The excerpt doesn’t explain what Taleb means by “fragile,” which is the theme of his book apparently, but, after a digression critiquing hip technologists who are too technocratic and uncultured for his taste, he gives some examples. Paperwork was fragile, which we know because the Internet has removed so much of it. Shoe manufacturers are moving from over-engineered shoes to “shoes that replicate being barefoot.” The iPad et al. return us to the “Babylonian and Phoenician roots of writing and take (sic) notes on a tablet. “My dream would be to someday write everything longhand…”

Oh dear.

I’m confused by his overall theme as expressed in this exceprt, since he uses Jules Verne, H.G. Wells and George Orwell as examples of futurists who got it wrong, but they would have gotten it far wronger if they had predicted the future by subtraction. The very things Taleb hopes will be subtracted — “deleterious, unnatural, alienating, and, most of all, inherently fragile preceding technology” — were by and large added during the past 150 years. Thus, predictions would have gone right if they had anticipated those additions. Presumably this is cleared up in the book itself.

But let’s go back to the passage I quoted at the beginning that argues that futurologists have tended to over-estimate the extent of change, and that life is pretty much as it always was.

Well, yes and no. At the highest levels of abstraction, Taleb is right: We still eat, shit, and fuck.
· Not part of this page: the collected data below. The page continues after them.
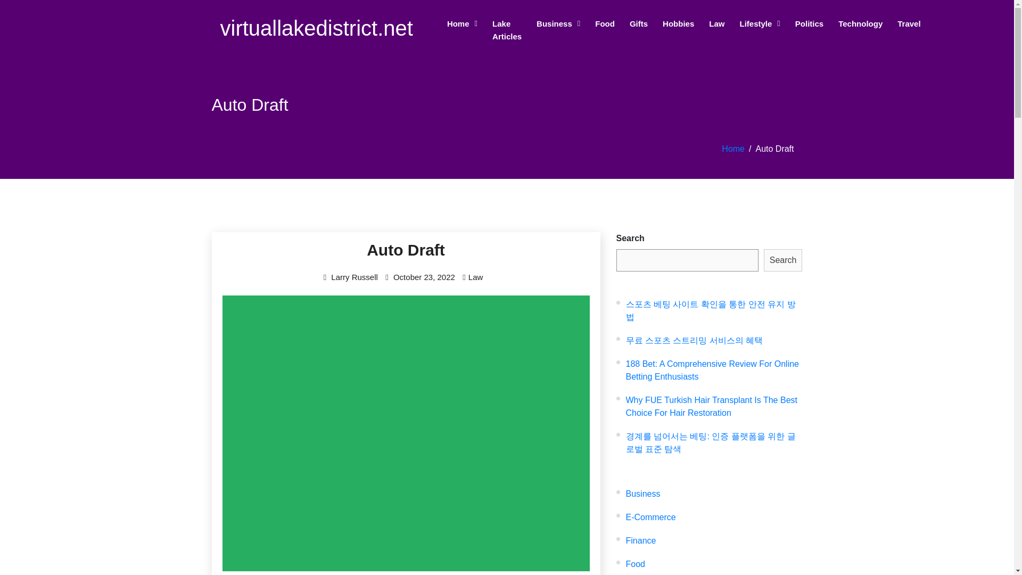 The width and height of the screenshot is (1022, 575). What do you see at coordinates (605, 23) in the screenshot?
I see `Food` at bounding box center [605, 23].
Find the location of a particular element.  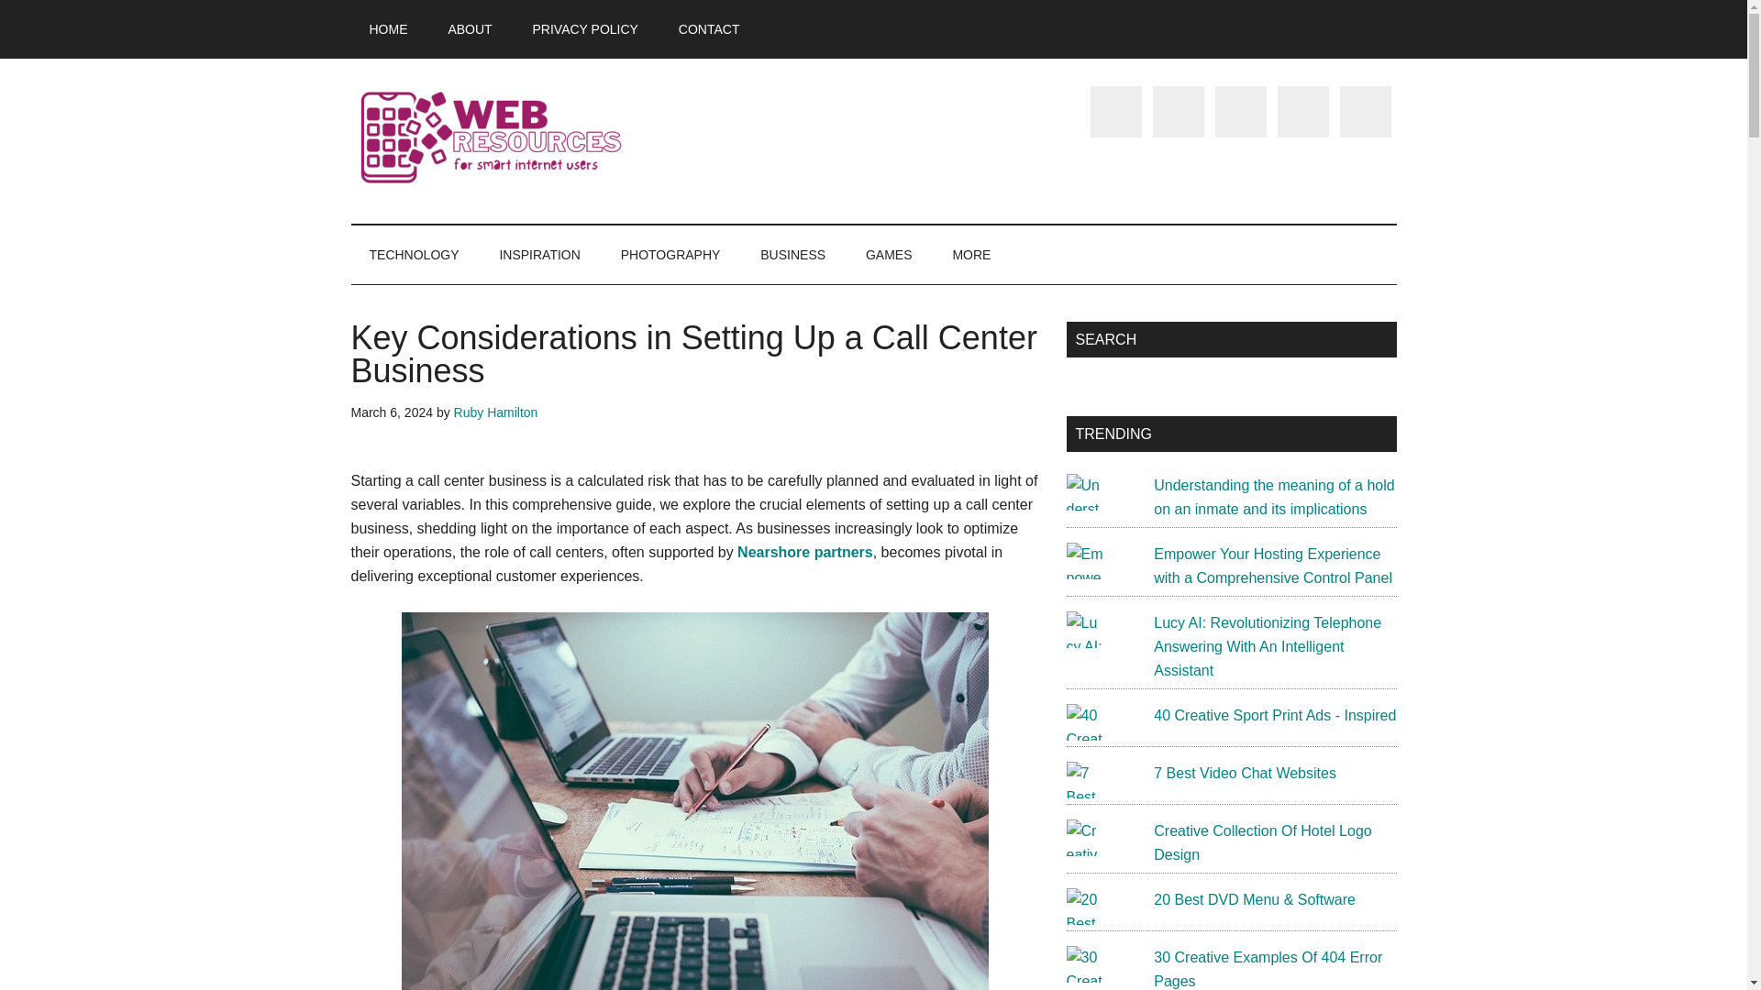

ABOUT is located at coordinates (470, 29).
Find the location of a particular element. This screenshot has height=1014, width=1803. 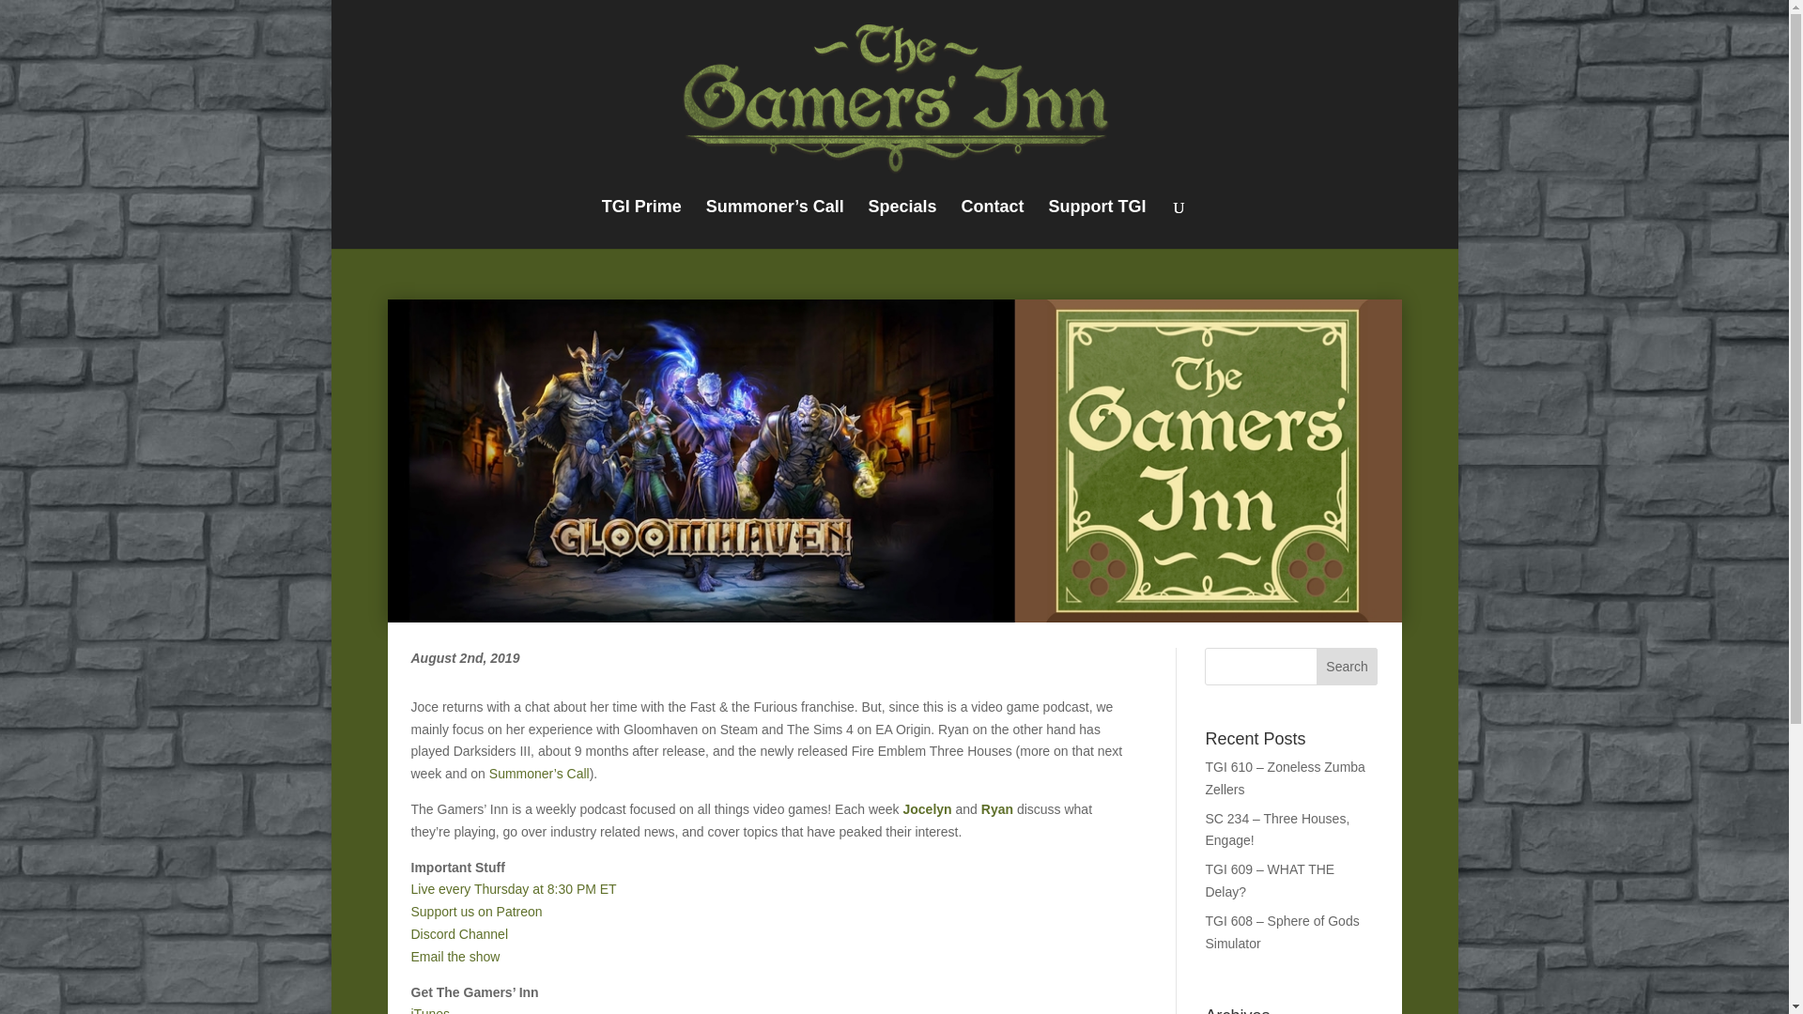

Email the show is located at coordinates (455, 956).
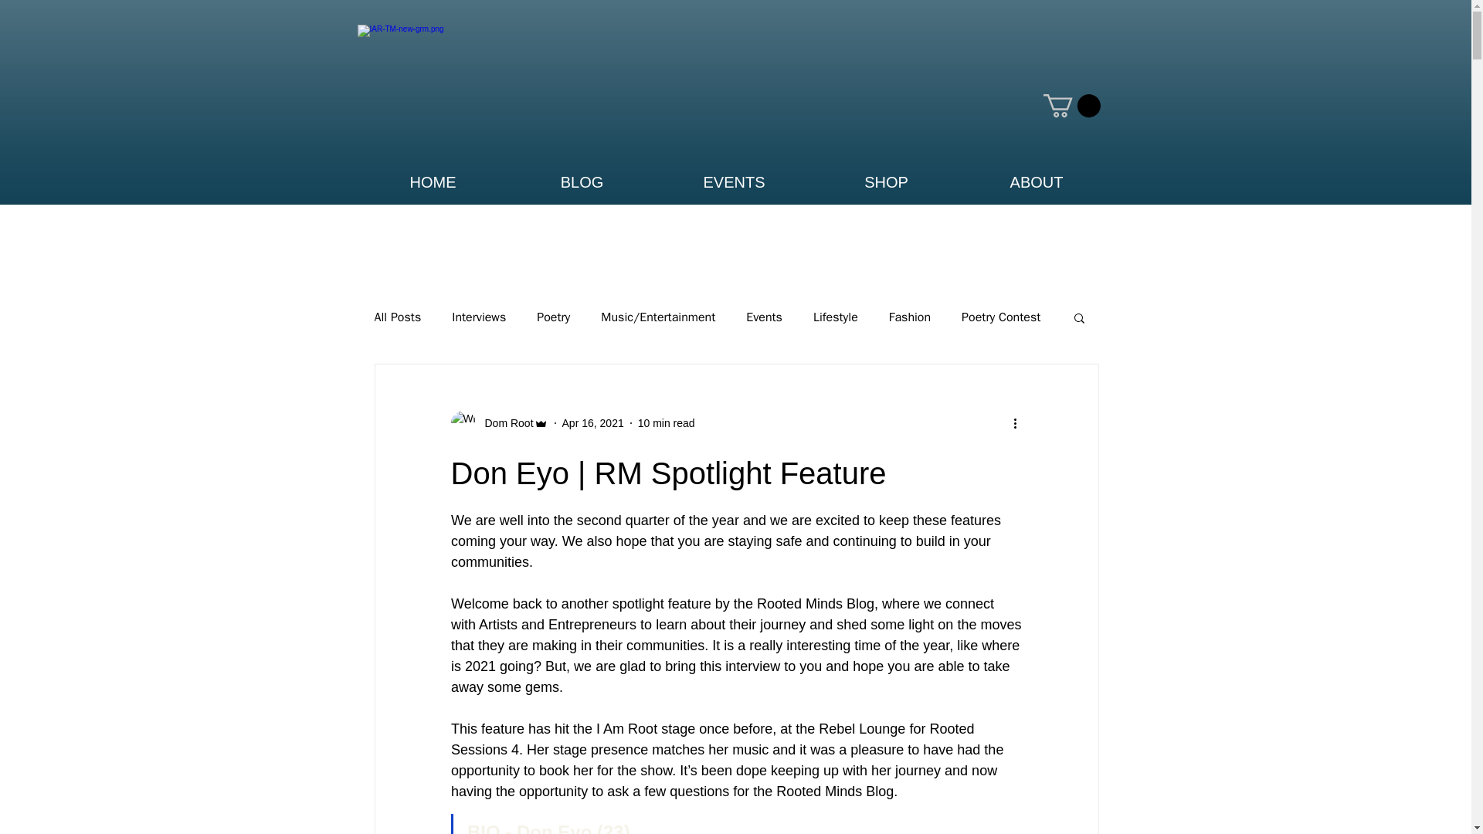 The width and height of the screenshot is (1483, 834). I want to click on Dom Root, so click(505, 423).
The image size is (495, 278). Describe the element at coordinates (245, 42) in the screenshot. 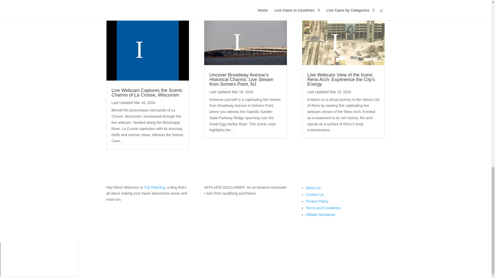

I see `Gardens State Parkway Bridge over the Egg Harbor River` at that location.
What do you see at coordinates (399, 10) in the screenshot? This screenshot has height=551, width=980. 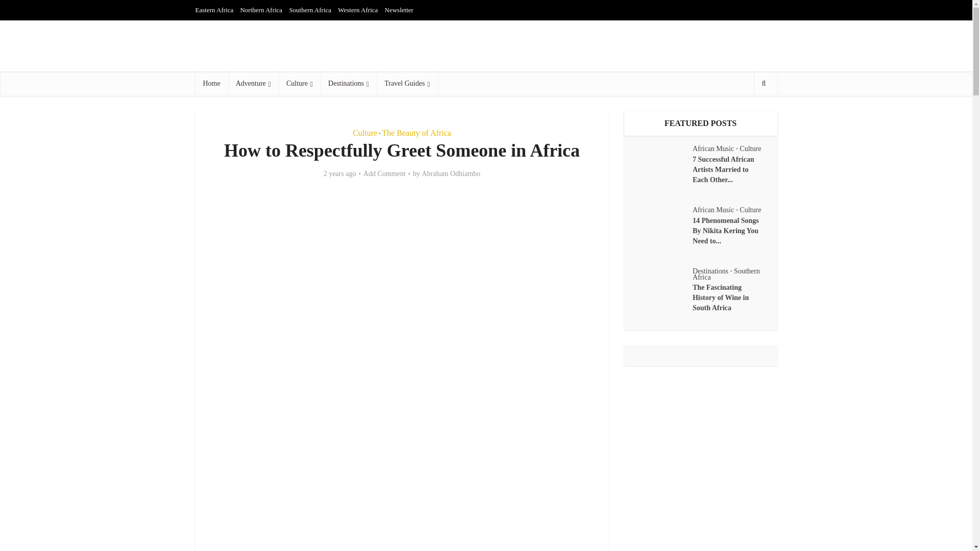 I see `Newsletter` at bounding box center [399, 10].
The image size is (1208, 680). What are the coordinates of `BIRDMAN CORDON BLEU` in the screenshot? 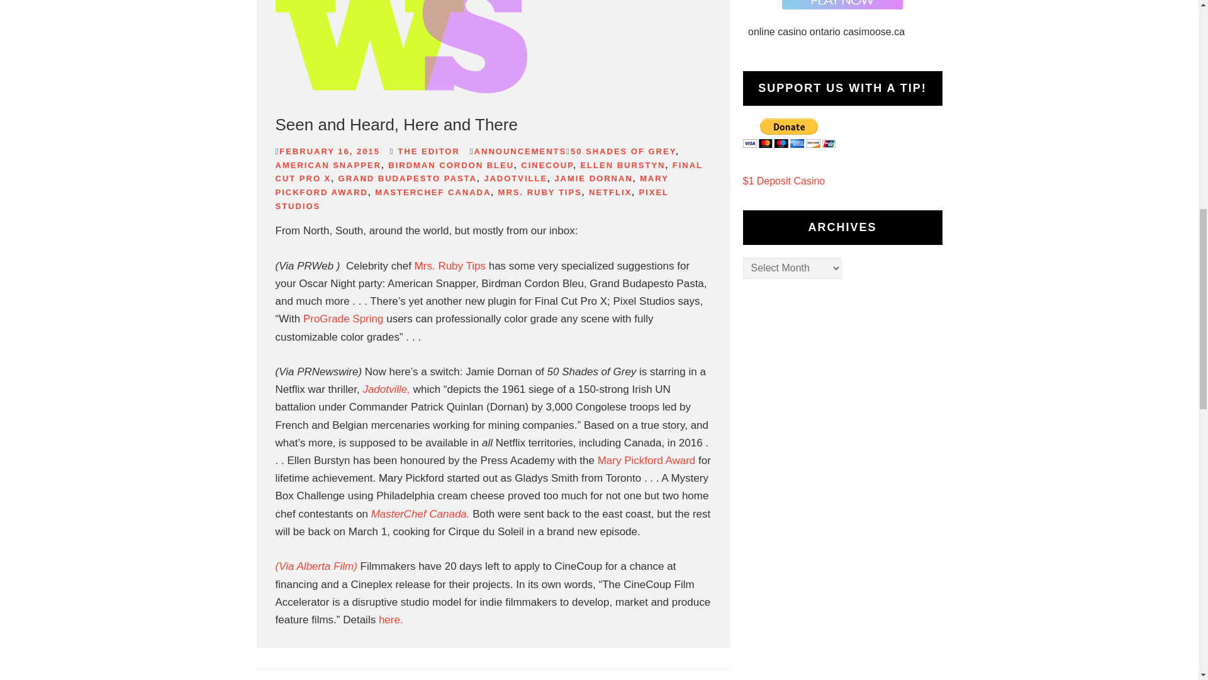 It's located at (451, 165).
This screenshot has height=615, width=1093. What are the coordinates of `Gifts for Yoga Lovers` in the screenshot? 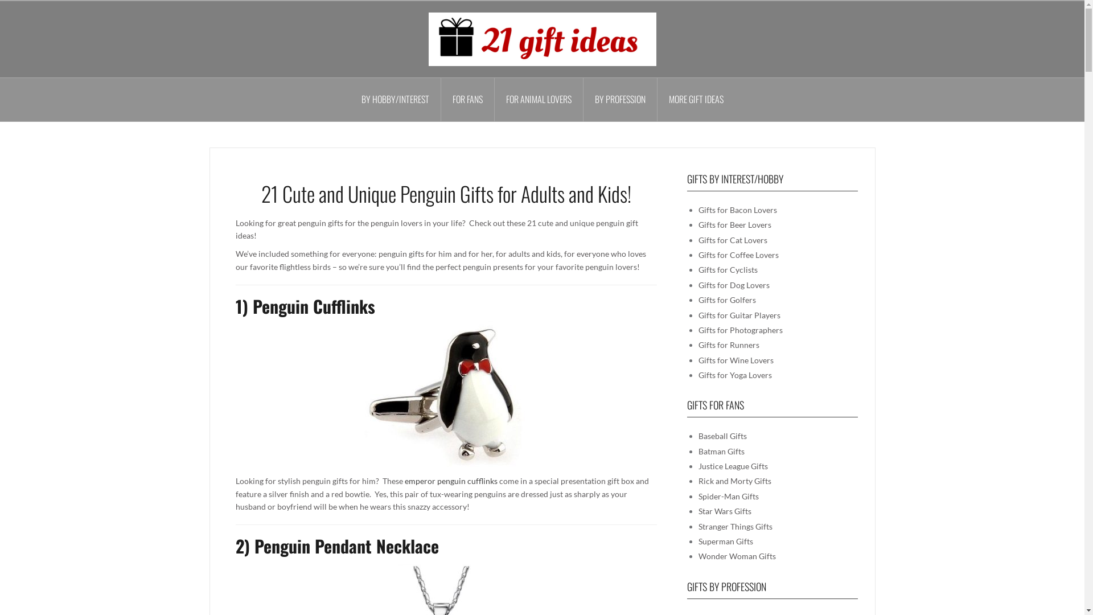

We still talk with one another. Many of us still live in climates that shove our unclothed bodies out of homeostasis. We still have a system of specialization and economic exchange that lets you cook for me if I provide you with some compensation. So, yes, we eat together, wear clothes, and go to restaurants. We have not transcended our biology, our basic sociality, or our need for a culture and economy. Therefore we have not progressed?

Perhaps the problem is with using eating dinner in a nice restaurant as our example. Perhaps we might look at the systems by which Taleb is served his wine and artisanal cheese. If you can’t tell the difference between a basket and a truck, between a scythe and a thresher, between a root cellar and a refrigerated container vessel, between vassals and unionized farm workers, between planting last year’s seeds and genetically altering crops, between slavery and social mobility, then, yes, you’ll see no progress on your plate.

Ok, I admit that I’m not getting it. I look forward to reading his book.